After the 8 “Barriers” are considered, there is a chapter with “The 12 Principles for Breaking Barriers” - which is pretty much the author's “game plan” with very specific action points and rules to follow (you can find them on p.10 of this sample PDF from the publisher), if being very corporate and HR-y. In this he describes how to make these changes happen (which is not always a pretty sight). This is followed by another look at the psychological aspects, including the potentially painful in recognition “Twenty Reasons for Killing Good Ideas”.

The program is then walked through in “A 100-Day Process for Breaking Barriers”, which lays the groundwork for the over-all effort in which “All ideas must be implemented within 36 months; 60 to 70 percent will be implemented within the first year.”. It's Big, it's Corporate, and this chapter is rife with acronyms for various point positions, committees, and work groups. Not my favorite part of the book … but it's where the process is laid out. Smith closes with a look at the results that one (assuming that one is the head of a huge company) can expect from all this … he cites a 25% average increase in profits, and quotes “satisfied customers” who say stuff like “I would have done this process even if there was no significant financial gain.”
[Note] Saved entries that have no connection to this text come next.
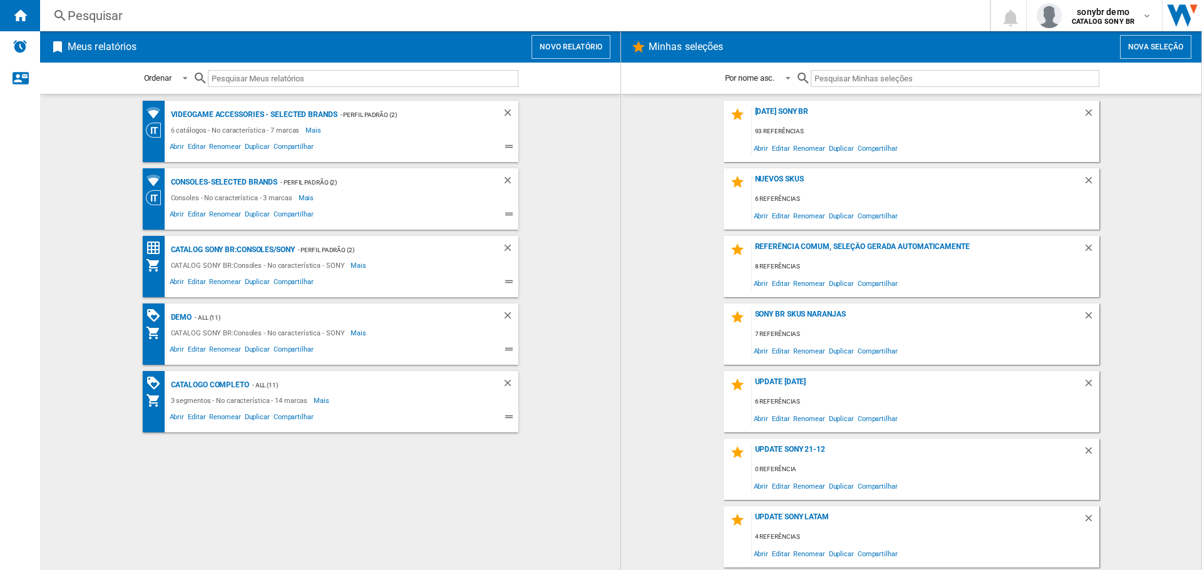 This screenshot has width=1202, height=570. I want to click on div: 7 referências, so click(925, 334).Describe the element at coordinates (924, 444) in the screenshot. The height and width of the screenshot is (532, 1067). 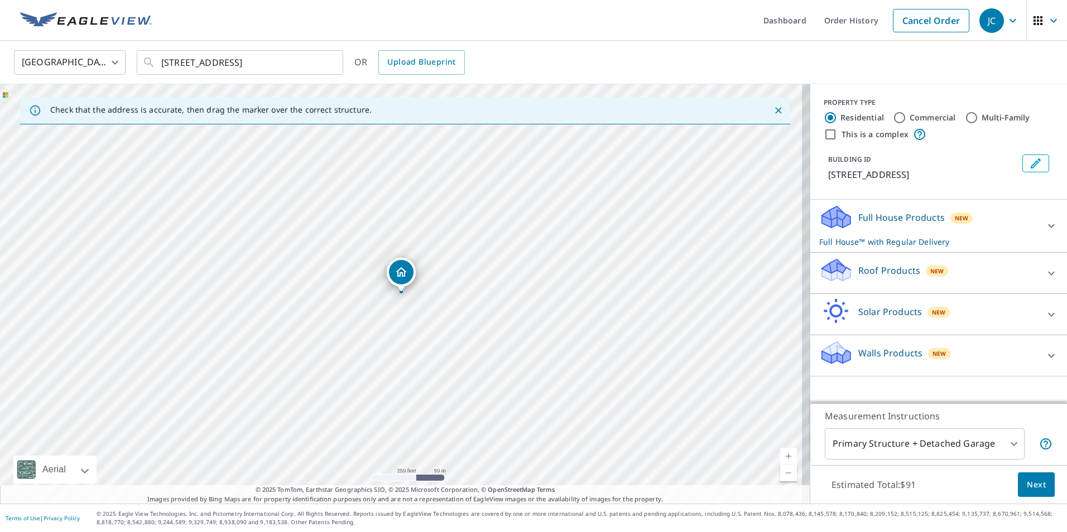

Needless to say, How Excellent Companies Avoid Dumb Things isn't for everybody. As interesting a read as it manages to be, it's still targeted to a very narrow market, and most of it isn't particularly “actionable” unless you're in that elevated niche. This didn't stop its hardcover edition from becoming a “New York Times Bestseller”, so there were a lot of people reading it, and I guess the “early” aspect of this being in the “Early Reviewers” program is that it's in paperback now. I suppose that this will be in the business-oriented brick-and-mortar stores, but at the moment the on-line big boys have it at a whopping 60% off of cover … and the new/used guys have “very good” copies of the paperback for as little as a penny (plus the $3.99 shipping, of course). For this being something that I probably wouldn't have picked up at the Dollar Store, it was a good read, but I'm not sure if I (not being the head of a 20,000 employee corporation) got much useable out of it, but maybe you might.


Visit the BTRIPP home page!



Tags: book review
Subscribe
  • Post a new comment

    Error

    default userpic

    Your reply will be screened

    Your IP address will be recorded 

    When you submit the form an invisible reCAPTCHA check will be performed.
    You must follow the Privacy Policy and Google Terms of use.